Nearly 40 years after the Watergate scandal, Thomas Mallon's 2012 historical novel "captures both the metastasizing dishonesty and the ludicrousness of this great American tragedy of political ambition run amok," writes book critic Heller McAlpin. Told from the perspectives of several of the perpetrators and their supporters, Mallon's Watergate emphasizes "the inanity of the whole mess rather than the darker implications of such rampant disregard for the law." In the end, McAlpin says, the author "manages to combine extensive research with the tools of fiction to provide a new perspective on an iconic episode in American history."

Haiti

by Laurent Dubois

"Haiti has a noble, unique and often bloody history," observes NPR's Scott Simon. "It was the only nation of slaves to successfully revolt against their colonial overseers [and become] the first black-led republic in the world." Author Laurent Dubois — whose account of the Haitian Revolution, Avengers of the New World, was a 2004 best-seller — knows this history well.
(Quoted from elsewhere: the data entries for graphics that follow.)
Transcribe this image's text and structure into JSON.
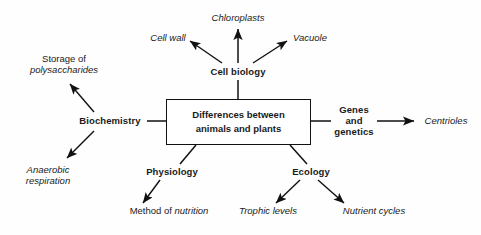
{
  "diagram": {
    "center": {
      "line1": "Differences between",
      "line2": "animals and plants"
    },
    "branches": {
      "cell_biology": {
        "label": "Cell biology",
        "leaves": [
          {
            "label": "Cell wall"
          },
          {
            "label": "Chloroplasts"
          },
          {
            "label": "Vacuole"
          }
        ]
      },
      "biochemistry": {
        "label": "Biochemistry",
        "leaves": [
          {
            "line1": "Storage of",
            "line2": "polysaccharides"
          },
          {
            "line1": "Anaerobic",
            "line2": "respiration"
          }
        ]
      },
      "genes_and_genetics": {
        "line1": "Genes",
        "line2": "and",
        "line3": "genetics",
        "leaves": [
          {
            "label": "Centrioles"
          }
        ]
      },
      "physiology": {
        "label": "Physiology",
        "leaves": [
          {
            "prefix": "Method of ",
            "emphasis": "nutrition"
          }
        ]
      },
      "ecology": {
        "label": "Ecology",
        "leaves": [
          {
            "label": "Trophic levels"
          },
          {
            "label": "Nutrient cycles"
          }
        ]
      }
    },
    "colors": {
      "ink": "#1a1a1a",
      "stroke": "#111111",
      "background": "#fefefe"
    }
  }
}
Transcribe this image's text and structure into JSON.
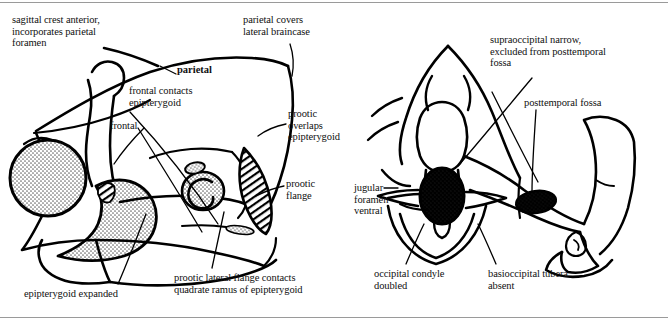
{
  "figure": {
    "background_color": "#ffffff",
    "ink_color": "#000000",
    "rule_color": "#9a9a9a",
    "stipple_color": "#808080"
  },
  "panels": [
    {
      "id": "left",
      "view": "lateral-skull-view",
      "labels": [
        {
          "name": "sagittal-crest-label",
          "text": "sagittal crest anterior,\nincorporates parietal\nforamen",
          "x": 12,
          "y": 14,
          "bold": false,
          "align": "left"
        },
        {
          "name": "parietal-covers-label",
          "text": "parietal covers\nlateral braincase",
          "x": 243,
          "y": 14,
          "bold": false,
          "align": "left"
        },
        {
          "name": "parietal-label",
          "text": "parietal",
          "x": 177,
          "y": 64,
          "bold": true,
          "align": "left"
        },
        {
          "name": "frontal-contacts-label",
          "text": "frontal contacts\nepipterygoid",
          "x": 129,
          "y": 85,
          "bold": false,
          "align": "left"
        },
        {
          "name": "frontal-label",
          "text": "frontal",
          "x": 110,
          "y": 120,
          "bold": false,
          "align": "left"
        },
        {
          "name": "prootic-overlaps-label",
          "text": "prootic\noverlaps\nepipterygoid",
          "x": 288,
          "y": 108,
          "bold": false,
          "align": "left"
        },
        {
          "name": "prootic-flange-label",
          "text": "prootic\nflange",
          "x": 286,
          "y": 178,
          "bold": false,
          "align": "left"
        },
        {
          "name": "epipterygoid-expanded-label",
          "text": "epipterygoid expanded",
          "x": 24,
          "y": 288,
          "bold": false,
          "align": "left"
        },
        {
          "name": "prootic-lateral-flange-label",
          "text": "prootic lateral flange contacts\nquadrate ramus of epipterygoid",
          "x": 174,
          "y": 272,
          "bold": false,
          "align": "left"
        }
      ]
    },
    {
      "id": "right",
      "view": "posterior-skull-view",
      "labels": [
        {
          "name": "supraoccipital-narrow-label",
          "text": "supraoccipital narrow,\nexcluded from posttemporal\nfossa",
          "x": 490,
          "y": 34,
          "bold": false,
          "align": "left"
        },
        {
          "name": "posttemporal-fossa-label",
          "text": "posttemporal fossa",
          "x": 524,
          "y": 97,
          "bold": false,
          "align": "left"
        },
        {
          "name": "jugular-foramen-ventral-label",
          "text": "jugular\nforamen\nventral",
          "x": 354,
          "y": 182,
          "bold": false,
          "align": "left"
        },
        {
          "name": "occipital-condyle-doubled-label",
          "text": "occipital condyle\ndoubled",
          "x": 374,
          "y": 268,
          "bold": false,
          "align": "left"
        },
        {
          "name": "basioccipital-tubera-absent-label",
          "text": "basioccipital tubera\nabsent",
          "x": 488,
          "y": 268,
          "bold": false,
          "align": "left"
        }
      ]
    }
  ]
}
In 2012's Haiti, Dubois explores the country's less-familiar history, such as the 20-year U.S. occupation that ended in 1935, and misguided international aid efforts, like USAID's attempt to prevent the spread of swine flu in 1983. Dubois tells Simon, "There's enormous knowledge in Haitian rural communities. And, you know, a more collaborative effort and listening to that knowledge, I think, obviously will bear a lot more fruit than kind of trying to impose something that might sound great in the abstract but can't take root in the context."

A Universe From Nothing

by Lawrence M. Krauss and Richard Dawkins

Why is there matter in the universe rather than emptiness? That's the question theoretical physicist Lawrence Krauss tackles in A Universe From Nothing, a book that surveys the discoveries that have led to scientists' current understanding of the universe and explores what the future of the universe may be. Krauss tells Talk of the Nation Science Friday host Ira Flatow, "What the book's about is the revolutionary developments in both cosmology and particle physics over the past 30 or 40 years that have not only changed completely the way we think about the universe, but made it clear that there's a plausible case for understanding precisely how a universe full of stuff — like the universe we live in — could result literally from nothing by natural processes."

Religion For Atheists

by Alain de Botton

In Religion for Atheists, writer Alain de Botton argues that everyone can benefit from the wisdom and power of religion, regardless of beliefs. According to critic Aengus Woods, "The moment feels ripe for de Botton's latest offering ... The public discourse around religion has been given a fresh if polarizing perspective by its tenacious presence in American political life and the apoplectic dispatches of Hitchens, Dawkins and the 'New Atheism.' " And while "[d]e Botton fluently identifies how religion traditionally addressed social needs before offering his own secular proposal for meeting them anew," Woods says, his book is "perhaps just a little too sure that it knows what is best for us."